When paying a visit to the pretty seaside town of De Haan/ Coq sur Mer, head for Normandylaan. There you will come across a bench with a life-sized bronze statue of Albert Einstein (1879-1955). Number 3, Villa Savoyarde in Shakespearelaan was home to the physicist and his wife from April to September 1933.
Einstein was working at Berlin University in 1933. When Hitler came to power early that year the physicist had just arrived in New York to give a lecture on his theory of relativity. At the end of March, he arrived in Antwerp with his wife Elsa on the SS Belgenland, owned by the shipping company Red Star Line. Einstein was not only in trouble due to his Jewish background but also, as an avowed pacifist, due to his criticism of the regime. He was advised by his many contacts not to go back to Germany.
Professor Arthur De Groodt from Ghent University and his wife offered temporary shelter to the couple in Mortsel near Antwerp. De Groodt then offered his seaside villa to the family. By this time, Einstein had already given up his German citizenship, resigned from Berlin University and had decided to move to the USA where he had been offered a position as a lecturer at Princeton University. After a short stay in the UK, he returned to the States where he remained until his death.
But De Groodt was not the only one to befriend Einstein. The Belgian Queen Elisabeth had met him in the early 1920s at the Solvay conferences in Brussels. They became close friends resulting in many letters and visits. Einstein and the Belgian queen also shared a passionate love of music.
During the German occupation of Belgium from 1940 to 1944, Elisabeth used her influence as Queen and her German connections to assist in the rescue of hundreds of Jewish children from deportation. After the war, she was named as a Righteous Among the Nations by the Israeli government.
For more information on the Red Star Line and if planning a visit to the museum, checkout www.redstarline.be.
There is a guided walk on Einstein around De Haan. A pamphlet with details, available in four languages, can be obtained from the town's tourist office.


*PROBLEM TO WORK ON*.
All of the data below is to be output exactly as written.

*DATA SECTION*.
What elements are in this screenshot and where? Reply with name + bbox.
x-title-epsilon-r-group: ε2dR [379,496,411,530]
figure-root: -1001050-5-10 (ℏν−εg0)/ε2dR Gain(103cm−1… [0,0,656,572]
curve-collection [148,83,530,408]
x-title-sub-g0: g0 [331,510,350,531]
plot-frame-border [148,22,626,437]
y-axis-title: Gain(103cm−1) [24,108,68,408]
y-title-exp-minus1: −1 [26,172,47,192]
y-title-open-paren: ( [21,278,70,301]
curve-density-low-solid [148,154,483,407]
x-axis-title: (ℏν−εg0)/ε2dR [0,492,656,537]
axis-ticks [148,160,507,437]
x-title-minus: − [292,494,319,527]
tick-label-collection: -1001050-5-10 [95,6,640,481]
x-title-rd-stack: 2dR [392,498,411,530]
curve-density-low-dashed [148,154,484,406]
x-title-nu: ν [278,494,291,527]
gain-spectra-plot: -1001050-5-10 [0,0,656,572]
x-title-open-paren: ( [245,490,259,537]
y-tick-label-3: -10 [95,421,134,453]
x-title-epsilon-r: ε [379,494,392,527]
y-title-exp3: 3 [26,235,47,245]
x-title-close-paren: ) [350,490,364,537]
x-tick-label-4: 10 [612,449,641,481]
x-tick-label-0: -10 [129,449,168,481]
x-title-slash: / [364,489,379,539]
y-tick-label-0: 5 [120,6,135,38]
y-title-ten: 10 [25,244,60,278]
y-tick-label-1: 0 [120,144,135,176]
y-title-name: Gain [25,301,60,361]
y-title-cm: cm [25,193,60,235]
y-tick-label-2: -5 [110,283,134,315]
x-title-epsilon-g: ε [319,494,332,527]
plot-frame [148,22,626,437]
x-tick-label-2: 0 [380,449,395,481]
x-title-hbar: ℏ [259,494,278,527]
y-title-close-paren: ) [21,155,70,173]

*OUTPUT FOR THIS TASK*.
What elements are in this screenshot and where? Reply with name + bbox.
x-title-epsilon-r-group: ε2dR [379,496,411,530]
figure-root: -1001050-5-10 (ℏν−εg0)/ε2dR Gain(103cm−1… [0,0,656,572]
curve-collection [148,83,530,408]
x-title-sub-g0: g0 [331,510,350,531]
plot-frame-border [148,22,626,437]
y-axis-title: Gain(103cm−1) [24,108,68,408]
y-title-exp-minus1: −1 [26,172,47,192]
y-title-open-paren: ( [21,278,70,301]
curve-density-low-solid [148,154,483,407]
x-axis-title: (ℏν−εg0)/ε2dR [0,492,656,537]
axis-ticks [148,160,507,437]
x-title-minus: − [292,494,319,527]
tick-label-collection: -1001050-5-10 [95,6,640,481]
x-title-rd-stack: 2dR [392,498,411,530]
curve-density-low-dashed [148,154,484,406]
x-title-nu: ν [278,494,291,527]
gain-spectra-plot: -1001050-5-10 [0,0,656,572]
x-title-open-paren: ( [245,490,259,537]
y-tick-label-3: -10 [95,421,134,453]
x-title-epsilon-r: ε [379,494,392,527]
y-title-exp3: 3 [26,235,47,245]
x-title-close-paren: ) [350,490,364,537]
x-tick-label-4: 10 [612,449,641,481]
x-tick-label-0: -10 [129,449,168,481]
x-title-slash: / [364,489,379,539]
y-tick-label-0: 5 [120,6,135,38]
y-title-ten: 10 [25,244,60,278]
y-tick-label-1: 0 [120,144,135,176]
y-title-name: Gain [25,301,60,361]
y-title-cm: cm [25,193,60,235]
y-tick-label-2: -5 [110,283,134,315]
x-title-epsilon-g: ε [319,494,332,527]
plot-frame [148,22,626,437]
x-tick-label-2: 0 [380,449,395,481]
x-title-hbar: ℏ [259,494,278,527]
y-title-close-paren: ) [21,155,70,173]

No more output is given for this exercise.